I would think some or all of the below “guidelines” pertain to all types of team efforts, in sports as well, at least I have never seen members of any sports team behave the way I sometimes see quiznight participants behave.

I don’t play any team sports, but I CAN compare it to another hobby of mine: bridge – where it is very bad form to keep mentioning mistakes made once that hand has been played, and perhaps discussed immediately afterwards, and that is the end of that.

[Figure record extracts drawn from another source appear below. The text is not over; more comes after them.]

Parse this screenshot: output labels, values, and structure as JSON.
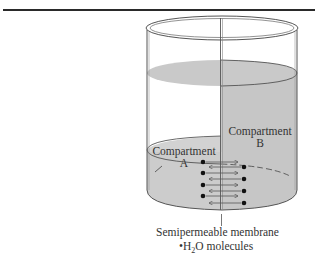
{
  "figure": {
    "compartment_a": {
      "label_line1": "Compartment",
      "label_line2": "A"
    },
    "compartment_b": {
      "label_line1": "Compartment",
      "label_line2": "B"
    },
    "membrane_label": "Semipermeable membrane",
    "legend": {
      "bullet": "•",
      "text_pre": "H",
      "subscript": "2",
      "text_post": "O molecules"
    },
    "colors": {
      "liquid_fill": "#c8c8c8",
      "line": "#333333",
      "background": "#ffffff"
    }
  }
}
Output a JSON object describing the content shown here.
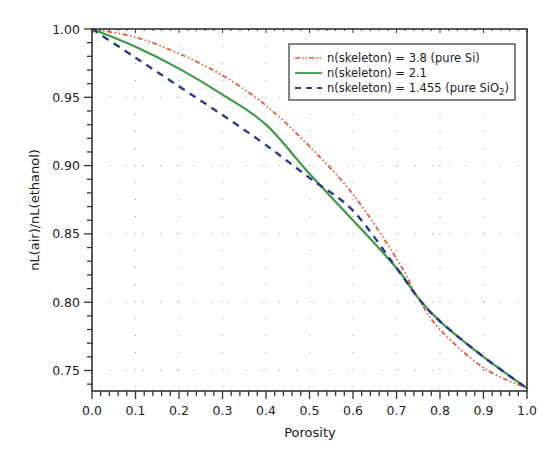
{
  "chart_data": {
    "type": "line",
    "title": "",
    "xlabel": "Porosity",
    "ylabel": "nL(air)/nL(ethanol)",
    "xlim": [
      0.0,
      1.0
    ],
    "ylim": [
      0.735,
      1.0
    ],
    "grid": "dotted",
    "legend_position": "upper right",
    "x_ticks": [
      "0.0",
      "0.1",
      "0.2",
      "0.3",
      "0.4",
      "0.5",
      "0.6",
      "0.7",
      "0.8",
      "0.9",
      "1.0"
    ],
    "y_ticks": [
      "0.75",
      "0.80",
      "0.85",
      "0.90",
      "0.95",
      "1.00"
    ],
    "x": [
      0.0,
      0.1,
      0.2,
      0.3,
      0.4,
      0.5,
      0.6,
      0.7,
      0.75,
      0.8,
      0.9,
      1.0
    ],
    "series": [
      {
        "name": "n(skeleton) = 3.8 (pure Si)",
        "color": "#e45a3c",
        "style": "dash-dot-dot",
        "values": [
          1.0,
          0.994,
          0.982,
          0.966,
          0.944,
          0.914,
          0.879,
          0.832,
          0.803,
          0.78,
          0.752,
          0.737
        ]
      },
      {
        "name": "n(skeleton) = 2.1",
        "color": "#3d9a44",
        "style": "solid",
        "values": [
          1.0,
          0.987,
          0.971,
          0.952,
          0.93,
          0.894,
          0.86,
          0.825,
          0.803,
          0.786,
          0.76,
          0.737
        ]
      },
      {
        "name": "n(skeleton) = 1.455 (pure SiO2)",
        "name_display": "n(skeleton) = 1.455 (pure SiO",
        "name_subscript": "2",
        "name_suffix": ")",
        "color": "#2e3b84",
        "style": "dashed",
        "values": [
          1.0,
          0.979,
          0.958,
          0.937,
          0.915,
          0.891,
          0.867,
          0.825,
          0.803,
          0.786,
          0.76,
          0.737
        ]
      }
    ]
  },
  "legend": {
    "items": [
      {
        "label": "n(skeleton) = 3.8 (pure Si)"
      },
      {
        "label": "n(skeleton) = 2.1"
      },
      {
        "label": "n(skeleton) = 1.455 (pure SiO",
        "sub": "2",
        "suffix": ")"
      }
    ]
  },
  "axes": {
    "xlabel": "Porosity",
    "ylabel": "nL(air)/nL(ethanol)"
  }
}
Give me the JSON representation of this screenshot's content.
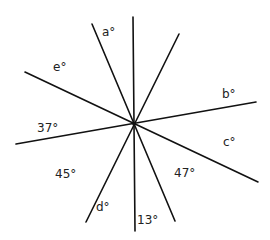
{
  "diagram": {
    "type": "intersecting-lines-angles",
    "center": {
      "x": 134,
      "y": 124
    },
    "lines": [
      {
        "id": "vertical",
        "x1": 133,
        "y1": 17,
        "x2": 135,
        "y2": 231
      },
      {
        "id": "steep-left",
        "x1": 92,
        "y1": 24,
        "x2": 175,
        "y2": 221
      },
      {
        "id": "steep-right",
        "x1": 179,
        "y1": 34,
        "x2": 86,
        "y2": 222
      },
      {
        "id": "shallow-down",
        "x1": 25,
        "y1": 72,
        "x2": 258,
        "y2": 182
      },
      {
        "id": "shallow-up",
        "x1": 16,
        "y1": 144,
        "x2": 256,
        "y2": 102
      }
    ],
    "labels": [
      {
        "id": "a",
        "text": "a°",
        "x": 102,
        "y": 36
      },
      {
        "id": "e",
        "text": "e°",
        "x": 53,
        "y": 71
      },
      {
        "id": "b",
        "text": "b°",
        "x": 222,
        "y": 98
      },
      {
        "id": "37",
        "text": "37°",
        "x": 37,
        "y": 132
      },
      {
        "id": "c",
        "text": "c°",
        "x": 223,
        "y": 146
      },
      {
        "id": "45",
        "text": "45°",
        "x": 55,
        "y": 178
      },
      {
        "id": "47",
        "text": "47°",
        "x": 174,
        "y": 177
      },
      {
        "id": "d",
        "text": "d°",
        "x": 96,
        "y": 211
      },
      {
        "id": "13",
        "text": "13°",
        "x": 137,
        "y": 224
      }
    ],
    "stroke_color": "#111111",
    "text_color": "#222222"
  }
}
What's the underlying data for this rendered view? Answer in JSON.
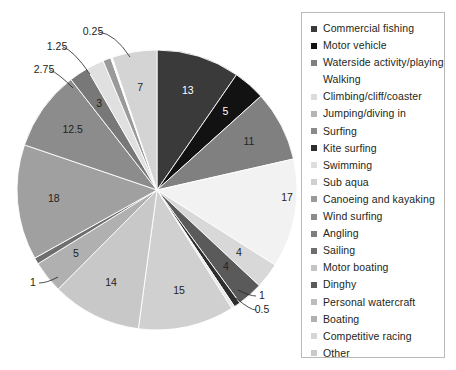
{
  "chart_data": {
    "type": "pie",
    "title": "",
    "legend_position": "right",
    "start_angle_deg": 0,
    "direction": "clockwise",
    "total": 120.25,
    "categories": [
      "Commercial fishing",
      "Motor vehicle",
      "Waterside activity/playing Walking",
      "Climbing/cliff/coaster",
      "Jumping/diving in",
      "Surfing",
      "Kite surfing",
      "Swimming",
      "Sub aqua",
      "Canoeing and kayaking",
      "Wind surfing",
      "Angling",
      "Sailing",
      "Motor boating",
      "Dinghy",
      "Personal watercraft",
      "Boating",
      "Competitive racing",
      "Other"
    ],
    "values": [
      13,
      5,
      11,
      17,
      4,
      4,
      1,
      0.5,
      15,
      14,
      5,
      1,
      18,
      12.5,
      3,
      2.75,
      1.25,
      0.25,
      7
    ],
    "colors": [
      "#3a3a3a",
      "#121212",
      "#808080",
      "#f2f2f2",
      "#d8d8d8",
      "#5a5a5a",
      "#2e2e2e",
      "#e8e8e8",
      "#d0d0d0",
      "#c8c8c8",
      "#b0b0b0",
      "#6e6e6e",
      "#a0a0a0",
      "#8c8c8c",
      "#787878",
      "#e0e0e0",
      "#9a9a9a",
      "#ffffff",
      "#d4d4d4"
    ],
    "slices": [
      {
        "label": "Commercial fishing",
        "value": 13,
        "display": "13",
        "color": "#3a3a3a",
        "label_style": "inside-light",
        "leader": false
      },
      {
        "label": "Motor vehicle",
        "value": 5,
        "display": "5",
        "color": "#121212",
        "label_style": "inside-light",
        "leader": false
      },
      {
        "label": "Waterside activity/playing Walking",
        "value": 11,
        "display": "11",
        "color": "#808080",
        "label_style": "inside-dark",
        "leader": false
      },
      {
        "label": "Climbing/cliff/coaster",
        "value": 17,
        "display": "17",
        "color": "#f2f2f2",
        "label_style": "outside-dark",
        "leader": false
      },
      {
        "label": "Jumping/diving in",
        "value": 4,
        "display": "4",
        "color": "#d8d8d8",
        "label_style": "inside-dark",
        "leader": false
      },
      {
        "label": "Surfing",
        "value": 4,
        "display": "4",
        "color": "#5a5a5a",
        "label_style": "inside-dark",
        "leader": false
      },
      {
        "label": "Kite surfing",
        "value": 1,
        "display": "1",
        "color": "#2e2e2e",
        "label_style": "outside-dark",
        "leader": true
      },
      {
        "label": "Swimming",
        "value": 0.5,
        "display": "0.5",
        "color": "#e8e8e8",
        "label_style": "outside-dark",
        "leader": true
      },
      {
        "label": "Sub aqua",
        "value": 15,
        "display": "15",
        "color": "#d0d0d0",
        "label_style": "inside-dark",
        "leader": false
      },
      {
        "label": "Canoeing and kayaking",
        "value": 14,
        "display": "14",
        "color": "#c8c8c8",
        "label_style": "inside-dark",
        "leader": false
      },
      {
        "label": "Wind surfing",
        "value": 5,
        "display": "5",
        "color": "#b0b0b0",
        "label_style": "inside-dark",
        "leader": false
      },
      {
        "label": "Angling",
        "value": 1,
        "display": "1",
        "color": "#6e6e6e",
        "label_style": "outside-dark",
        "leader": true
      },
      {
        "label": "Sailing",
        "value": 18,
        "display": "18",
        "color": "#a0a0a0",
        "label_style": "inside-dark",
        "leader": false
      },
      {
        "label": "Motor boating",
        "value": 12.5,
        "display": "12.5",
        "color": "#8c8c8c",
        "label_style": "inside-dark",
        "leader": false
      },
      {
        "label": "Dinghy",
        "value": 3,
        "display": "3",
        "color": "#787878",
        "label_style": "inside-dark",
        "leader": false
      },
      {
        "label": "Personal watercraft",
        "value": 2.75,
        "display": "2.75",
        "color": "#e0e0e0",
        "label_style": "outside-dark",
        "leader": true
      },
      {
        "label": "Boating",
        "value": 1.25,
        "display": "1.25",
        "color": "#9a9a9a",
        "label_style": "outside-dark",
        "leader": true
      },
      {
        "label": "Competitive racing",
        "value": 0.25,
        "display": "0.25",
        "color": "#ffffff",
        "label_style": "outside-dark",
        "leader": true
      },
      {
        "label": "Other",
        "value": 7,
        "display": "7",
        "color": "#d4d4d4",
        "label_style": "inside-dark",
        "leader": false
      }
    ]
  },
  "legend": {
    "items": [
      {
        "label": "Commercial fishing",
        "color": "#3a3a3a",
        "swatch": true
      },
      {
        "label": "Motor vehicle",
        "color": "#121212",
        "swatch": true
      },
      {
        "label": "Waterside activity/playing",
        "color": "#808080",
        "swatch": true
      },
      {
        "label": "Walking",
        "color": "#808080",
        "swatch": false
      },
      {
        "label": "Climbing/cliff/coaster",
        "color": "#dcdcdc",
        "swatch": true
      },
      {
        "label": "Jumping/diving in",
        "color": "#b4b4b4",
        "swatch": true
      },
      {
        "label": "Surfing",
        "color": "#8a8a8a",
        "swatch": true
      },
      {
        "label": "Kite surfing",
        "color": "#2e2e2e",
        "swatch": true
      },
      {
        "label": "Swimming",
        "color": "#dedede",
        "swatch": true
      },
      {
        "label": "Sub aqua",
        "color": "#cfcfcf",
        "swatch": true
      },
      {
        "label": "Canoeing and kayaking",
        "color": "#9a9a9a",
        "swatch": true
      },
      {
        "label": "Wind surfing",
        "color": "#8c8c8c",
        "swatch": true
      },
      {
        "label": "Angling",
        "color": "#7d7d7d",
        "swatch": true
      },
      {
        "label": "Sailing",
        "color": "#6e6e6e",
        "swatch": true
      },
      {
        "label": "Motor boating",
        "color": "#c4c4c4",
        "swatch": true
      },
      {
        "label": "Dinghy",
        "color": "#5a5a5a",
        "swatch": true
      },
      {
        "label": "Personal watercraft",
        "color": "#bdbdbd",
        "swatch": true
      },
      {
        "label": "Boating",
        "color": "#b0b0b0",
        "swatch": true
      },
      {
        "label": "Competitive racing",
        "color": "#d6d6d6",
        "swatch": true
      },
      {
        "label": "Other",
        "color": "#c9c9c9",
        "swatch": true
      }
    ]
  }
}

So, specifically about trivia, or quiznight attendance (and yes, I am deliberately not mentioning cheating at all, though I know it happens at every event – very uncool but that is an issue for the quizmaster – not me):

  1. It is a team effort. That is why the groups participating are called TEAMS.
  2. The members within the team are not in competition with each other. (I thought that was obvious, but apparently not).
  3. Quiznight in Alte Turnhalle, which is the only one I attend with any kind of regularity nowadays, like many pub quizzes in Berlin, takes place in English and German and is attended by a multinational audience. Therefor, when filling in the answer sheet, grammar and spelling are not important. If you happen to be a native speaker of one of those two langauages – good for you – but it does not put you in a position of authority or superiority to have English or German as your monther tongue.
  4. It is supposed to be a pleasant and perhaps even fun way to spend an evening. Questions are read, and the answers agreed on, and if there is disagreement, the majority has it.
  5. It is not a game for people who need everything to be about them and them only.
  6. Nor is it for people who are only happy if they can feel offended at regular intervals, and who will store in their mind every little what they see as injustice or offense or whatever, for any length of time, let alone for life.
  7. There is no time to treat anybody as individual VIPs, so pay attention and try to keep up.
  8. Mistakes of all kinds are made, one way or the other, all the time, during almost every round. For example when an incorrect answer is recorded while one or more team members had the right answer. Each mistake is always – without fail – owned up to (but in a more general way than by profusely apologising directly to the person or persons who had been “wronged”) there and then, as soon as the correct answer is read out. Period. End of.
  9. By the same token, eternal praise is not lavished on the person or persons who provided the filled-in, correct answer.
  10. It is, or used to be till now :-), an unwritten rule that once a round is over and done and dusted, that is IT. To keep whining about it afterwards is, quite frankly, pathetic.
  11. If you are arrogant enough to feel superior to others, as well as thinking that you are the only one who always “takes the highroad” this kind of activity is also not for you.
  12. You don’t have to be a born team player on a cellular level (I know I am certainly not) but grasping all of the above and behaving accordingly is probably more important than to be a general-knowledge or trivia whizz. If not – take up golf* or solitaire.

*) Apologies – far be it from me to encourage people to take up THE most environmentally detrimental “sport”, but it is the most individualistic and “snowflake”-suited “sport” I can think of right now.